Why special assessments? Let me count the ways
I am not an owner there but this caught my eye because we own at Harborside which is having phase 1 renovations and we are not having any assessment. In my mind a properly run timeshare should have this all worked in to the replacement budget--what is the replacement budget for if you also have to pay an assessment?
As other posters have said I also thought that assessments had to be approved?
When I say the $1700 figure it seemed high to me and when I multiplied it by the number of owners per unit (52) it is even more staggering.
We have only owned since 2001 (Harborside) and our more recent Frenchman's Cove purchase so maybe others who have owned longer can give more light on assessments.
With a properly operated resort HOA there should be no Special Assessments except in extremely unlikely circumstances. But many, it may be most, resorts are operated on a relative shoestring on the "future needs" side (reserves) due to a number of factors.
- If the developer remains in charge of operations (manages) there is a very strong push to hold fees down to help sales efforts. Plus the resort may be nearly new - look great - so the obvious need for money set aside for improvements or replacements isn't there.
- Many resorts are far more lax than they should be about collections. For every week that doesn't pay the fee for those that do go up and the reserves are that much more underfunded. It is incredible but many developer based managements tend to gloss over delinquencies - again to help sales by not upsetting customers (even though those same customers may be willing to upgrade they often also end up defaulting with yet another hit to the resor bottom line)
- Even when the owners take control - with or without an independent management - the reserves are an easy place to hold low thus holding down overall fees. In times of rising costs operations may need an additional $20-$30 per week so adding $20-$30 annually or more to fully fund reserves becomes a big hurdle. Until they know what the reserve needs are (a current reserve study) and fund at or above that estimate Boards are flying blind. Not many are willing to do the sales job needed to make owners understand why in the long run that is a better way and the numbers needed are large.
- Catch up. In some cases things are so bad that the resort is actually in debt (a no-no in any condo/timeshare world). A SA may be needed in those cases to get the Association into financial compliance with the law.
- High taxes / management fees. Despite their shortcomings as management groups many developer based management companies charge unbelievably high fees often tied to the annual fee rate. They get paid more if fees go up! In some cases I've seen it can get to a staggering 20% of the total resort budget just for management. And in FL (as well as other States) taxes can be a significant portion of the annual fee bottom line. Many groups don't bother to challenge them thus leaving needlessly high income taken from owners for that portion every year.
- Too late to do it slowly. When a resort is already 10-15 years old and in desperate need of renovation there just isn't time to wait 5 years and collect slowly from the owners. Poor planning and underfunding has led to an "emergency" SA. It really isn't but they have no choice if the work is to get done.
Looks like Vistana owners may have been hit with many of the factors above.
$1700 is one of the highest assessments I've ever heard of.

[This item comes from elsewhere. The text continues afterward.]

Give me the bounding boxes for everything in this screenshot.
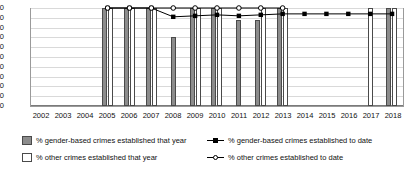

Owners had better hope they are getting a top quality job including top end furnishings (far too many I've seen are middle of the road quality or less despite high costs) as well as physical improvements to the units themselves not just whats in them. Many times too much money is going to design firms, contractors, overhead to management ($$$ wasted) rather than the actual work needed. Tigh control is required and again I've seen too many developer based managements take plenty of money but do little to properly control large projects such as this will be.
And even bigger is hearing that this won't happen again. That the Board/Management has a plan in place - meaning even more increases in annual fees in all likelihood if they haven't been collecting enough all these years - so that in 5-7 years there WILL be money to properly do the next renovation without another SA. Again too many resorts act like this time the work will last forever (it didn't before and it won't now) and they don't need to look to the future needs of the resort until far down the road.
That may be the most important commitment of all for owners.